• [Dataset]
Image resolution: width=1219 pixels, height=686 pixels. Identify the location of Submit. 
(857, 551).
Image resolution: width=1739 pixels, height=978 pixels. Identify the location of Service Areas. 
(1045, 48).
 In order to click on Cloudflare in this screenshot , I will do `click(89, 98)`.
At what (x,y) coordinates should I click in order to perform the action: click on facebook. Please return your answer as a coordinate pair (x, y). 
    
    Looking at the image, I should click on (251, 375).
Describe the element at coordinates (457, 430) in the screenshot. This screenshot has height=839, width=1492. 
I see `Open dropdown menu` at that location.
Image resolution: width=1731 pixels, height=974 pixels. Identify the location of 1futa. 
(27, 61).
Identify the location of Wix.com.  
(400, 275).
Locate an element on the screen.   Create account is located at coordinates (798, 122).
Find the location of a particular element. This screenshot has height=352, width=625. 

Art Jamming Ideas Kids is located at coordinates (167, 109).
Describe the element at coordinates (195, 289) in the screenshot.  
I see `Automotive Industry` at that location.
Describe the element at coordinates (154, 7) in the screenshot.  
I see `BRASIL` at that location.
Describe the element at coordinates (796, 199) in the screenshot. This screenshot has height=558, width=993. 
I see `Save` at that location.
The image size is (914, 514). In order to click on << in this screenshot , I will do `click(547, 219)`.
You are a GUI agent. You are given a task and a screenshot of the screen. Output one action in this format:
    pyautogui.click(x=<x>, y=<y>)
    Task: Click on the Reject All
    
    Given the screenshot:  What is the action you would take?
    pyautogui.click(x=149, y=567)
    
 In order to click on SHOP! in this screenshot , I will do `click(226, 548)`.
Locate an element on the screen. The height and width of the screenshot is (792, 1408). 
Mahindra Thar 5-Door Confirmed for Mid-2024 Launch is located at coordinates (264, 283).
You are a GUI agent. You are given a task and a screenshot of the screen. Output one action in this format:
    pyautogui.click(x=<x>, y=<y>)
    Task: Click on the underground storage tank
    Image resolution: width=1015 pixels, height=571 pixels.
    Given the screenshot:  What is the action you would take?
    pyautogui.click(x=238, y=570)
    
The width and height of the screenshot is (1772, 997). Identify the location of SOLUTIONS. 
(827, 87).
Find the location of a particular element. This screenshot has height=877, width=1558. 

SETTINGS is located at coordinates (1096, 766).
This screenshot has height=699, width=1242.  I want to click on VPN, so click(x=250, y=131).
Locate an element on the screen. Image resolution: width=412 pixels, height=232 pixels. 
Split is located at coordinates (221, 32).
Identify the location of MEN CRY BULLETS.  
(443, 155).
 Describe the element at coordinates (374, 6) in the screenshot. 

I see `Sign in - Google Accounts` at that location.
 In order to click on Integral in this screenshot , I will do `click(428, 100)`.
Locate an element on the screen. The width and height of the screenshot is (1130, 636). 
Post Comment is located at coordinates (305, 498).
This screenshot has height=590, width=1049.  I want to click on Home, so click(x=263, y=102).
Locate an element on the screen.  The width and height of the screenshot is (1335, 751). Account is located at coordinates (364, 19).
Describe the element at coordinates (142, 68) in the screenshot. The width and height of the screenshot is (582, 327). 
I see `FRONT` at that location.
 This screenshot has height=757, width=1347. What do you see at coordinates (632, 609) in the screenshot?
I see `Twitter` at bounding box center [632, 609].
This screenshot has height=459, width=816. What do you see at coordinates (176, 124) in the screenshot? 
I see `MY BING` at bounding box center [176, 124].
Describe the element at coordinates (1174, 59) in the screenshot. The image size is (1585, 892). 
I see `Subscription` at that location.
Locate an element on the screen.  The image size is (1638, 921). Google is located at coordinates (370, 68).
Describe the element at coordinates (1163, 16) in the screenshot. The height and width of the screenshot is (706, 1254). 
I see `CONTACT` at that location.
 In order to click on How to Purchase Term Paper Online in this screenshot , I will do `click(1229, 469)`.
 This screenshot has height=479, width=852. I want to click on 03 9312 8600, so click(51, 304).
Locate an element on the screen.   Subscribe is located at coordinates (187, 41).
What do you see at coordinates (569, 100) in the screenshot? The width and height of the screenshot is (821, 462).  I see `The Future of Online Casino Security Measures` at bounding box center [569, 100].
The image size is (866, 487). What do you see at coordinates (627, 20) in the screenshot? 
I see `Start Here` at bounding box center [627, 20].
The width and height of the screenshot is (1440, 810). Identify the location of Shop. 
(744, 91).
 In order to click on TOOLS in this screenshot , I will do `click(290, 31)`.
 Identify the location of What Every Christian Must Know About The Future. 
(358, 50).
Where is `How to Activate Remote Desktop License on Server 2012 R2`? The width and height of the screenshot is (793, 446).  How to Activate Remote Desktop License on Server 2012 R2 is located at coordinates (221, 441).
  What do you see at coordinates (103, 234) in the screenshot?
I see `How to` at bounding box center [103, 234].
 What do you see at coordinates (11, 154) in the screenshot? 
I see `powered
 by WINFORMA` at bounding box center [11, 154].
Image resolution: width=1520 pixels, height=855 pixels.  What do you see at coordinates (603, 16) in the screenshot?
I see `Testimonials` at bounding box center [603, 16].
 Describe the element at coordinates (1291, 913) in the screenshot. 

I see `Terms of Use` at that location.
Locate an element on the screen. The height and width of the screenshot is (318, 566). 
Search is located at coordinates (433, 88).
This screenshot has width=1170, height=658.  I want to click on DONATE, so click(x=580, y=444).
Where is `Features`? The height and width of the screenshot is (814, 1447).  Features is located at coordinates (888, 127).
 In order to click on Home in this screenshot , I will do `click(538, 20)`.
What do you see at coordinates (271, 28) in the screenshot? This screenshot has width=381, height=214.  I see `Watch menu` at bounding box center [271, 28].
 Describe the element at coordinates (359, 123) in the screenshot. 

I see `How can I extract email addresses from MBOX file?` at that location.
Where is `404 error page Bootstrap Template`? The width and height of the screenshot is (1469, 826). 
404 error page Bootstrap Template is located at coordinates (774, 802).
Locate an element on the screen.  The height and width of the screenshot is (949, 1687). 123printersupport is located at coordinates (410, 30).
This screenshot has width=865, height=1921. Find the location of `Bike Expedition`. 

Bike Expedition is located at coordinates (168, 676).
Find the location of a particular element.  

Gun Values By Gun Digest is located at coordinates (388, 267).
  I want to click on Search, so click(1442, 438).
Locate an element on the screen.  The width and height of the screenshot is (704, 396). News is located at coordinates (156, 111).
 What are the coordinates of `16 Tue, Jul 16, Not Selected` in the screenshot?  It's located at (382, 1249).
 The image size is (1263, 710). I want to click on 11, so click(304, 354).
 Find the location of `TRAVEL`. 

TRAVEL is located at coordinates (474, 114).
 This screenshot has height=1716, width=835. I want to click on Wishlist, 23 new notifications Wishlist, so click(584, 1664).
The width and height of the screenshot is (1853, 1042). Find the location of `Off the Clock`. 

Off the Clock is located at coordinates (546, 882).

• [The task] All lines above that contain "Home" are required in the answer.

• [Answer to this exercise]
This screenshot has height=590, width=1049.  I want to click on Home, so click(x=263, y=102).
 In order to click on Home in this screenshot , I will do `click(538, 20)`.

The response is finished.